The hottest opera ticket in New York right now is an absurdist post-rock pageant about clothes. And golf-playing ducks. All four performances of “What to Wear,” the collaboration between the…
“Performed with full-on commitment and admirable craft by the Helsinki Chamber Choir and the All-Stars sextet under Schweckendiek, before and after nature was given a powerful European premiere at Dance…
The Fabulous 413, from New England Public Media, is a daily afternoon radio show celebrating life in western Massachusetts — and a kind of “Mister Rogers’ Neighborhood” for grown-ups. Listen…
“I would venture to say that Braxton’s work, as it was presented in Bang on a Can’s ‘Long Play Festival’, offers a peaceful and humanist view on the natural act…
The closing concert at Pioneer Works is a 90th birthday celebration for Terry Riley, intended to include The Who’s Pete Townshend, but he had to cancel due to injury. Riley’s…
For those of us lured into incessant screen-scrolling in the age of the smart-phone, Long Play offers an antidote: deep immersion in epic musical adventures that will challenge and lengthen…
New York’s oversaturated audiences can be hard to impress, which made the festival’s very last moment especially gratifying: a man pushing against the crowd to tell Edwardes that her earlier…
“Long Play was a crash course in music intended to provoke and intrigue. Its few failures were the product of excess ambition, not absent skill; its many triumphs could change…
“The strategy of inclusion was on full display. Alongside contemporary classical, indie rock, electronic, dance and uncategorizable, several jazz performances took place, though that nomenclature encompassed as wide a swath,…
“Here, too, the audience was large and attentive, the visual element effective, the performance beautifully balanced and blended, and the amplified audio immaculately managed. And it was an added treat…
“I closed my eyes, the whirling rhythms transported me, opening a portal to the fractured darkness of deep space.”
Long Play Festival has become one of New York City’s most respected and anticipated contemporary music events.
From the beginning, Bang on a Can has made music about today’s world and today’s people. There’s a utopian spirit at the core of BoaC, but it’s not an abstracted,…
“The festival culminated in “Memory Games,” a performance of works spanning Meredith Monk’s singular career. Each piece was arranged for the Bang and a Can All Stars and a vocal…
Founded by Michael Gordon, David Lang and Julia Wolfe as a one-day marathon concert in SoHo on Mother’s Day 1987, Bang on a Can has grown over the decades into…
“Of course, Long Play is about the music and the transcendent experiences it offers us, but that isn’t the most important part of going each year, at least not for…
“[The Music for 18] ensemble playing was superb and the moderate tempo allowed a sensuous beauty to unfold.”
“Words alone are not sufficient to prepare the listener for what they’ll actually hear on a recording of 18 Musicians… [the] Bang on a Can All-Stars expertly translated the singular…
“Long Play has been around only since last year, but it is already the most important classical music festival in New York City.” “…the scope of this organization’s ambition has…
“There’s a solidity to Bang on a Can.”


With the images removed, reproduce each entry below word for word.
(Information provided Opens)
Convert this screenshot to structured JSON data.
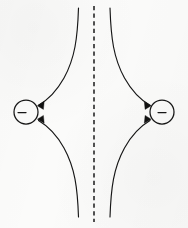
{
  "figure": {
    "background_color": "#fbfbfa",
    "ink_color": "#161616",
    "width": 188,
    "height": 228
  },
  "chart_data": {
    "type": "diagram",
    "xlabel": "",
    "ylabel": "",
    "xlim": [
      0,
      188
    ],
    "ylim": [
      0,
      228
    ],
    "grid": false,
    "legend": null,
    "symmetry_axis": {
      "name": "perpendicular-bisector",
      "orientation": "vertical",
      "style": "dashed",
      "x": 94,
      "y_start": 6,
      "y_end": 222
    },
    "charges": [
      {
        "id": "left-charge",
        "sign": "−",
        "polarity": "negative",
        "center_x": 26,
        "center_y": 112,
        "radius": 12
      },
      {
        "id": "right-charge",
        "sign": "−",
        "polarity": "negative",
        "center_x": 162,
        "center_y": 112,
        "radius": 12
      }
    ],
    "field_lines": [
      {
        "id": "upper-left-line",
        "from": "top-edge",
        "to": "left-charge",
        "direction": "inward",
        "arrowheads": 1
      },
      {
        "id": "lower-left-line",
        "from": "bottom-edge",
        "to": "left-charge",
        "direction": "inward",
        "arrowheads": 1
      },
      {
        "id": "upper-right-line",
        "from": "top-edge",
        "to": "right-charge",
        "direction": "inward",
        "arrowheads": 1
      },
      {
        "id": "lower-right-line",
        "from": "bottom-edge",
        "to": "right-charge",
        "direction": "inward",
        "arrowheads": 1
      }
    ],
    "arrow_markers": [
      {
        "id": "left-upper-arrow",
        "x": 36,
        "y": 106,
        "points": "left"
      },
      {
        "id": "left-lower-arrow",
        "x": 36,
        "y": 118,
        "points": "left"
      },
      {
        "id": "right-upper-arrow",
        "x": 152,
        "y": 106,
        "points": "right"
      },
      {
        "id": "right-lower-arrow",
        "x": 152,
        "y": 118,
        "points": "right"
      }
    ],
    "annotations": []
  }
}
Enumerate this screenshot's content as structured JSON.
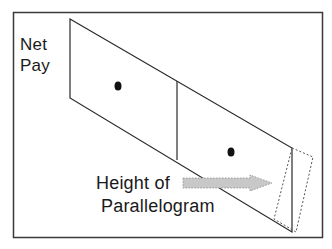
(Information provided Closes)
» **Task output**
Convert this screenshot to structured JSON data.
{
  "figure": {
    "background_color": "#fbfbfa",
    "ink_color": "#161616",
    "width": 188,
    "height": 228
  },
  "chart_data": {
    "type": "diagram",
    "xlabel": "",
    "ylabel": "",
    "xlim": [
      0,
      188
    ],
    "ylim": [
      0,
      228
    ],
    "grid": false,
    "legend": null,
    "symmetry_axis": {
      "name": "perpendicular-bisector",
      "orientation": "vertical",
      "style": "dashed",
      "x": 94,
      "y_start": 6,
      "y_end": 222
    },
    "charges": [
      {
        "id": "left-charge",
        "sign": "−",
        "polarity": "negative",
        "center_x": 26,
        "center_y": 112,
        "radius": 12
      },
      {
        "id": "right-charge",
        "sign": "−",
        "polarity": "negative",
        "center_x": 162,
        "center_y": 112,
        "radius": 12
      }
    ],
    "field_lines": [
      {
        "id": "upper-left-line",
        "from": "top-edge",
        "to": "left-charge",
        "direction": "inward",
        "arrowheads": 1
      },
      {
        "id": "lower-left-line",
        "from": "bottom-edge",
        "to": "left-charge",
        "direction": "inward",
        "arrowheads": 1
      },
      {
        "id": "upper-right-line",
        "from": "top-edge",
        "to": "right-charge",
        "direction": "inward",
        "arrowheads": 1
      },
      {
        "id": "lower-right-line",
        "from": "bottom-edge",
        "to": "right-charge",
        "direction": "inward",
        "arrowheads": 1
      }
    ],
    "arrow_markers": [
      {
        "id": "left-upper-arrow",
        "x": 36,
        "y": 106,
        "points": "left"
      },
      {
        "id": "left-lower-arrow",
        "x": 36,
        "y": 118,
        "points": "left"
      },
      {
        "id": "right-upper-arrow",
        "x": 152,
        "y": 106,
        "points": "right"
      },
      {
        "id": "right-lower-arrow",
        "x": 152,
        "y": 118,
        "points": "right"
      }
    ],
    "annotations": []
  }
}
Enumerate this screenshot's content as structured JSON.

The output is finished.